As Brian Leiter reported http://leiterreports.typepad.com/blog/2010/08/the-ny-times-philosophy-blog-again.html. The New Times has recruited Timothy Williamson for its online blog, the Stone. In a recent entry (perhaps his first?) he writes about the role of the imagination in science: http://opinionator.blogs.nytimes.com/2010/08/15/reclaiming-the-imagination/
The main point of the entry is revealed in its closing paragraph. It is to answer unnamed "Critics of contemporary philosophy" who "sometimes complain that in using thought experiments it loses touch with reality...Once imagining is recognized as a normal means of learning, contemporary philosophers’ use of such techniques can be seen as just extraordinarily systematic and persistent applications of our ordinary cognitive apparatus."
I offer four observations:
1. First, Williamson makes it easy on himself by simply asserting without evidence that contemporary philosophers’ use of imagination can be seen as just extraordinarily systematic and persistent applications of our ordinary cognitive apparatus. The blog clearly implies that if the imagination is good enough for science it is good enough for philosophy. But Williamson makes no effort to show that contemporary philosophers systematically constrain the use of the imagination in the manner that scientists (perhaps?) do. He just asserts philosophers' systematicity and persistence. (The piece ends a line later.) This is an argument from authority.

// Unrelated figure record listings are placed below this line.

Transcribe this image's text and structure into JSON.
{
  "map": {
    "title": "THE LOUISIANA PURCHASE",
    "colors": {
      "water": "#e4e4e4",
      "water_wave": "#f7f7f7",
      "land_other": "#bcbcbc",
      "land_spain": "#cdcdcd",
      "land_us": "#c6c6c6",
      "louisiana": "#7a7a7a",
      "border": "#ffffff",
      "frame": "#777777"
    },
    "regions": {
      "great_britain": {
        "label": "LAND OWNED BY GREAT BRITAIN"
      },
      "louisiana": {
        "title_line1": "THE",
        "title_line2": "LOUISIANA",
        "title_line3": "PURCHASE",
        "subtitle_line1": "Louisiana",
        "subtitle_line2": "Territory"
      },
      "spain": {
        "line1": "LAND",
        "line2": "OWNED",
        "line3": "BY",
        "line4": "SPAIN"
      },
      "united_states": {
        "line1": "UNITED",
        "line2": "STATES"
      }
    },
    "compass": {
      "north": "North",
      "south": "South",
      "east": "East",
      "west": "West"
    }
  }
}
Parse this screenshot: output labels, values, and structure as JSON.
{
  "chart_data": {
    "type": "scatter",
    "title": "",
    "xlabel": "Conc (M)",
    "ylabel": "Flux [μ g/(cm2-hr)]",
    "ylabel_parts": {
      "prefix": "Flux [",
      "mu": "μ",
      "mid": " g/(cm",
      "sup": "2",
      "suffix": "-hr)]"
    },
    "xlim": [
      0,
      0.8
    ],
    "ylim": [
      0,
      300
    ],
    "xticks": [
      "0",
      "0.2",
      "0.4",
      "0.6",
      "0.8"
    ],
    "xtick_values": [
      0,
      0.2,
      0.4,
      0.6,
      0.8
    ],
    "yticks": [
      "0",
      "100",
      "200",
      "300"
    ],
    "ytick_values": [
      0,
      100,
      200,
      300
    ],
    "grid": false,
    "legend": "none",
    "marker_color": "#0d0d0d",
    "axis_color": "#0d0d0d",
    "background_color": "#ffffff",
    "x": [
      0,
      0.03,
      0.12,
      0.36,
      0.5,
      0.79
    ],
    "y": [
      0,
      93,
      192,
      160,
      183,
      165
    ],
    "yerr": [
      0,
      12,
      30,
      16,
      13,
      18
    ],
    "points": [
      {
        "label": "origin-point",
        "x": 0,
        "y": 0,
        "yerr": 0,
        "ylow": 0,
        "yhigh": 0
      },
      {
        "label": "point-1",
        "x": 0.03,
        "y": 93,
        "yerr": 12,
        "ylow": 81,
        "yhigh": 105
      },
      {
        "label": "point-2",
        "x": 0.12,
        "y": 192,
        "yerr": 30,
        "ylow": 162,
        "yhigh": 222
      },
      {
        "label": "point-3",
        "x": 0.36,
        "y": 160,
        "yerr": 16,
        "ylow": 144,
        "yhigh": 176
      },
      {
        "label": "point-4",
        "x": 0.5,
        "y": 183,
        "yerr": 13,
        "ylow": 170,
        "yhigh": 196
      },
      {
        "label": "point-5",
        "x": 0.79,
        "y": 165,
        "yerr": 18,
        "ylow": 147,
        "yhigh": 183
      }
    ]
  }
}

2. Nevertheless, my reason for blogging about this entry is not to continue to harping about the tendency of leading analytic philosophers to claim the mantle of science when it suits them. Rather, it is to note the surprising (to me!) impact of recent (well, post-Kuhnian!) history and philosophy of science on Williamson's thought in at least two ways. First, Williamson takes the context of discovery very seriously. It is what grounds his appeal to the authority and use of the imagination. Second, he asserts that even in the context of justification the imagination plays a very important role, and this is a good thing.

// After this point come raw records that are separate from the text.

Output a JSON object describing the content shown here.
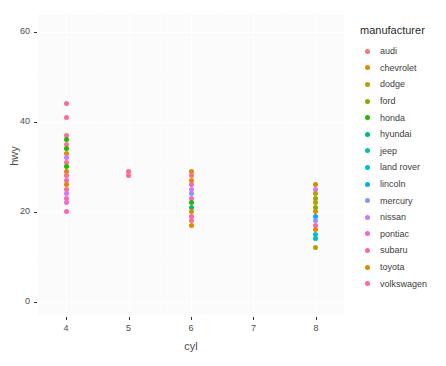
{
  "chart_data": {
    "type": "scatter",
    "title": "",
    "xlabel": "cyl",
    "ylabel": "hwy",
    "xlim": [
      3.55,
      8.45
    ],
    "ylim": [
      -3,
      64
    ],
    "grid": true,
    "legend_position": "right",
    "legend_title": "manufacturer",
    "x_ticks": [
      "4",
      "5",
      "6",
      "7",
      "8"
    ],
    "x_tick_values": [
      4,
      5,
      6,
      7,
      8
    ],
    "y_ticks": [
      "0",
      "20",
      "40",
      "60"
    ],
    "y_tick_values": [
      0,
      20,
      40,
      60
    ],
    "categories": [
      "audi",
      "chevrolet",
      "dodge",
      "ford",
      "honda",
      "hyundai",
      "jeep",
      "land rover",
      "lincoln",
      "mercury",
      "nissan",
      "pontiac",
      "subaru",
      "toyota",
      "volkswagen"
    ],
    "colors": {
      "audi": "#F8766D",
      "chevrolet": "#E18A00",
      "dodge": "#BE9C00",
      "ford": "#8CAB00",
      "honda": "#24B700",
      "hyundai": "#00BE70",
      "jeep": "#00C1AB",
      "land rover": "#00BBDA",
      "lincoln": "#00ACFC",
      "mercury": "#8B93FF",
      "nissan": "#D575FE",
      "pontiac": "#F962DD",
      "subaru": "#FF65AC",
      "toyota": "#E18A00",
      "volkswagen": "#FF6C90"
    },
    "points": [
      {
        "manufacturer": "volkswagen",
        "cyl": 4,
        "hwy": 44
      },
      {
        "manufacturer": "volkswagen",
        "cyl": 4,
        "hwy": 41
      },
      {
        "manufacturer": "volkswagen",
        "cyl": 4,
        "hwy": 37
      },
      {
        "manufacturer": "honda",
        "cyl": 4,
        "hwy": 36
      },
      {
        "manufacturer": "volkswagen",
        "cyl": 4,
        "hwy": 35
      },
      {
        "manufacturer": "honda",
        "cyl": 4,
        "hwy": 34
      },
      {
        "manufacturer": "toyota",
        "cyl": 4,
        "hwy": 33
      },
      {
        "manufacturer": "nissan",
        "cyl": 4,
        "hwy": 32
      },
      {
        "manufacturer": "volkswagen",
        "cyl": 4,
        "hwy": 31
      },
      {
        "manufacturer": "honda",
        "cyl": 4,
        "hwy": 30
      },
      {
        "manufacturer": "toyota",
        "cyl": 4,
        "hwy": 29
      },
      {
        "manufacturer": "volkswagen",
        "cyl": 4,
        "hwy": 28
      },
      {
        "manufacturer": "subaru",
        "cyl": 4,
        "hwy": 27
      },
      {
        "manufacturer": "toyota",
        "cyl": 4,
        "hwy": 26
      },
      {
        "manufacturer": "volkswagen",
        "cyl": 4,
        "hwy": 25
      },
      {
        "manufacturer": "nissan",
        "cyl": 4,
        "hwy": 24
      },
      {
        "manufacturer": "subaru",
        "cyl": 4,
        "hwy": 23
      },
      {
        "manufacturer": "pontiac",
        "cyl": 4,
        "hwy": 22
      },
      {
        "manufacturer": "subaru",
        "cyl": 4,
        "hwy": 20
      },
      {
        "manufacturer": "volkswagen",
        "cyl": 5,
        "hwy": 29
      },
      {
        "manufacturer": "volkswagen",
        "cyl": 5,
        "hwy": 28
      },
      {
        "manufacturer": "chevrolet",
        "cyl": 6,
        "hwy": 29
      },
      {
        "manufacturer": "volkswagen",
        "cyl": 6,
        "hwy": 28
      },
      {
        "manufacturer": "toyota",
        "cyl": 6,
        "hwy": 27
      },
      {
        "manufacturer": "subaru",
        "cyl": 6,
        "hwy": 26
      },
      {
        "manufacturer": "nissan",
        "cyl": 6,
        "hwy": 25
      },
      {
        "manufacturer": "mercury",
        "cyl": 6,
        "hwy": 24
      },
      {
        "manufacturer": "pontiac",
        "cyl": 6,
        "hwy": 23
      },
      {
        "manufacturer": "honda",
        "cyl": 6,
        "hwy": 22
      },
      {
        "manufacturer": "hyundai",
        "cyl": 6,
        "hwy": 21
      },
      {
        "manufacturer": "toyota",
        "cyl": 6,
        "hwy": 20
      },
      {
        "manufacturer": "subaru",
        "cyl": 6,
        "hwy": 19
      },
      {
        "manufacturer": "volkswagen",
        "cyl": 6,
        "hwy": 18
      },
      {
        "manufacturer": "toyota",
        "cyl": 6,
        "hwy": 17
      },
      {
        "manufacturer": "chevrolet",
        "cyl": 8,
        "hwy": 26
      },
      {
        "manufacturer": "nissan",
        "cyl": 8,
        "hwy": 25
      },
      {
        "manufacturer": "dodge",
        "cyl": 8,
        "hwy": 24
      },
      {
        "manufacturer": "ford",
        "cyl": 8,
        "hwy": 23
      },
      {
        "manufacturer": "dodge",
        "cyl": 8,
        "hwy": 22
      },
      {
        "manufacturer": "ford",
        "cyl": 8,
        "hwy": 21
      },
      {
        "manufacturer": "toyota",
        "cyl": 8,
        "hwy": 20
      },
      {
        "manufacturer": "lincoln",
        "cyl": 8,
        "hwy": 19
      },
      {
        "manufacturer": "mercury",
        "cyl": 8,
        "hwy": 18
      },
      {
        "manufacturer": "subaru",
        "cyl": 8,
        "hwy": 17
      },
      {
        "manufacturer": "toyota",
        "cyl": 8,
        "hwy": 16
      },
      {
        "manufacturer": "land rover",
        "cyl": 8,
        "hwy": 15
      },
      {
        "manufacturer": "jeep",
        "cyl": 8,
        "hwy": 14
      },
      {
        "manufacturer": "dodge",
        "cyl": 8,
        "hwy": 12
      }
    ]
  }
}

3. So, perhaps philosophers of science can engage Williamson on these two previous points in constructive fashion? The recent methodological turn of my leading (and young) analytic metaphysicians should be an opportunity in this respect.

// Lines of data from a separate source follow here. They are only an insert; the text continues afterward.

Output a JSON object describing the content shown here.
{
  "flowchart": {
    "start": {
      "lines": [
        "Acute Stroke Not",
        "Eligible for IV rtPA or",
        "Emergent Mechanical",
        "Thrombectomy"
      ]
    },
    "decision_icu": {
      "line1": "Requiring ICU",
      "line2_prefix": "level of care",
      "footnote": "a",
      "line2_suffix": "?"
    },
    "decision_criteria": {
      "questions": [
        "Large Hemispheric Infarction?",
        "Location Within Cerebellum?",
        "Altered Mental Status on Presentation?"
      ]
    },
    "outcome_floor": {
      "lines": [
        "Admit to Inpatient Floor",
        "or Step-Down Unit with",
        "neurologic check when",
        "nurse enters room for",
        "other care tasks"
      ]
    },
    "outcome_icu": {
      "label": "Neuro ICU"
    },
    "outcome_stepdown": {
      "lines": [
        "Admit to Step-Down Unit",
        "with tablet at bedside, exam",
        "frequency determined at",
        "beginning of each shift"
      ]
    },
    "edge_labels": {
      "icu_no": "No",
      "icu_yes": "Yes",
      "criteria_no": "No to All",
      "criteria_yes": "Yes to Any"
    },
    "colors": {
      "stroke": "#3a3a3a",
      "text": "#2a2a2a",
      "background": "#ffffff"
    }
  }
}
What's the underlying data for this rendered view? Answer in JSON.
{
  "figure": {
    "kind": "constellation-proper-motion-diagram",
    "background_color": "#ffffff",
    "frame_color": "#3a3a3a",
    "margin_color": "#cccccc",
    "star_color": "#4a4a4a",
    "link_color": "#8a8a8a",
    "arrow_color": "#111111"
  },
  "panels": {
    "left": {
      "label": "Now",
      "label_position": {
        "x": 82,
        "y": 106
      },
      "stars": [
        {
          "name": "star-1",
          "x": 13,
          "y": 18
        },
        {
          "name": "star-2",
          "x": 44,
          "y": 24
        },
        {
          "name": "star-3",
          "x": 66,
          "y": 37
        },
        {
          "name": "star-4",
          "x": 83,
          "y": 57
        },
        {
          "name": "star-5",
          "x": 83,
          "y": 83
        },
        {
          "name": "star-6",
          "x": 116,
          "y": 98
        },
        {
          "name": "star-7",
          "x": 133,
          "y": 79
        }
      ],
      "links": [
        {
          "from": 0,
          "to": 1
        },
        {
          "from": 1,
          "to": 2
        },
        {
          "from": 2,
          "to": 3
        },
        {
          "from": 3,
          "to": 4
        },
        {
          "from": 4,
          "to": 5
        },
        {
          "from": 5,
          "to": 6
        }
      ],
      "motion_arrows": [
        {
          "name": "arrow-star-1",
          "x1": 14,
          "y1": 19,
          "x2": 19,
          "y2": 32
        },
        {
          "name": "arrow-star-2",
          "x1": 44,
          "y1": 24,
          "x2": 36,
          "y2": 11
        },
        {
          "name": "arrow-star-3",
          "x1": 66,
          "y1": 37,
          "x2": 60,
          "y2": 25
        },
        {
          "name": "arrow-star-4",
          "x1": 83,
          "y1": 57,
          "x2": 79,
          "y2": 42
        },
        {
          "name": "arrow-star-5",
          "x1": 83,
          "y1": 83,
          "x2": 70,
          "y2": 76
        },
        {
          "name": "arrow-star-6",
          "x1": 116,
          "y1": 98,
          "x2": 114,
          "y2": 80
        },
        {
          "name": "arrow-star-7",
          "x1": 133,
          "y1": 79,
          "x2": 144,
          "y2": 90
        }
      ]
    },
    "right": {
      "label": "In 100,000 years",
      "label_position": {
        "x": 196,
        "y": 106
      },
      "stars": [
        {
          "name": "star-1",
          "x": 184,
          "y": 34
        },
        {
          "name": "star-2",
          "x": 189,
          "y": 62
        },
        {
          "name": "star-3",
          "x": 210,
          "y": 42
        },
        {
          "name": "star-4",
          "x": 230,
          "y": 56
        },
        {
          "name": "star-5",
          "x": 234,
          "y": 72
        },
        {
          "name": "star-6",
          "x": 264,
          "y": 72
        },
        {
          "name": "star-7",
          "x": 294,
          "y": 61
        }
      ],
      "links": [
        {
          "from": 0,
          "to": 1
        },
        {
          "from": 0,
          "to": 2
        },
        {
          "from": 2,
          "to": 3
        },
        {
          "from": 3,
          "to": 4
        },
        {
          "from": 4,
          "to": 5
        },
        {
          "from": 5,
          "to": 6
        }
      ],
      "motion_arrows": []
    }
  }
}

4. I end with a historical note. Williamson's position is a rediscovery of David Hume's and especially his friend's Adam Smith's understanding of science. In Smith's "The History of Astronomy," the imagination plays a positive constructive and justificatory role in natural science and philosophy: "Philosophy, therefore, may be regarded as one of those arts which address themselves to the imagination." As Smith writes, "For, though it is the end of Philosophy, to allay that wonder, which either the unusual or seemingly disjointed appearances of nature excite, yet she never
triumphs so much, as when, in order to connect together a few, in themselves,
perhaps, inconsiderable objects, she has, if I may so, created another
constitution of things, more easily attended to, but more new, more contrary
to common opinion and expectation, than any of those appearances themselves."
(IV.33, 75)
Maybe I'm missing something, but I'm not exactly sure how Williamson supports his claim that "imagination plays a vital role in justifying ideas". His support would seem to be his claim that "we must develop the consequences of competing hypotheses with disciplined imagination in order to compare them with the available evidence." My take on this is that the justificatory work is done by the comparison with the available evidence. Drawing out consequences is necessary for justification, but those consequences, on their own, don't seem to be doing any justificatory work. If this is all Williamson has in mind, then I agree, but I got the sense that he's driving toward a stronger conclusion here.
ReplyDeleteIt may well be that the imagination plays an important role in the context of justification (maybe for figuring out whether the available evidence confirms a hypothesis?). But it doesn't seem to me that Williamson has established (what I took to be) his point.
Jonathon (if I may?),
ReplyDeleteI agree with you that Williamson's argument is a bit fast. (But this is the blogosphere!) His claims seems to be that the imagination has roles to play that are a necessary condition for the very possibility of justification. Surely we can design an example in which it requires real imagination to work out the relevant regressors or alternative hypothesis (or even null hypothesis), etc.
I also think that taking thought experiments seriously needn't involve considering the context of discovery at all. Thought experiments can be confined to the role of testing hypotheses. (The kind of 'imagination' going on here may very well be grounded in experience; I think of what Mach says, for instance, in his _Science of Mechanics_. I think of Stevinus's great thought experiment.)
ReplyDeleteAs for whether imagination plays a role in the context of justification, it is hard to see why it ought to on a simple probabilistic model of confirmation or corroboration. One presumably will have a view, for instance, on the value of P(e,hb)-P(e,b) - or more convincingly, on how to rank competing theories by applying such a measure - without the need for any significant imaginative acts!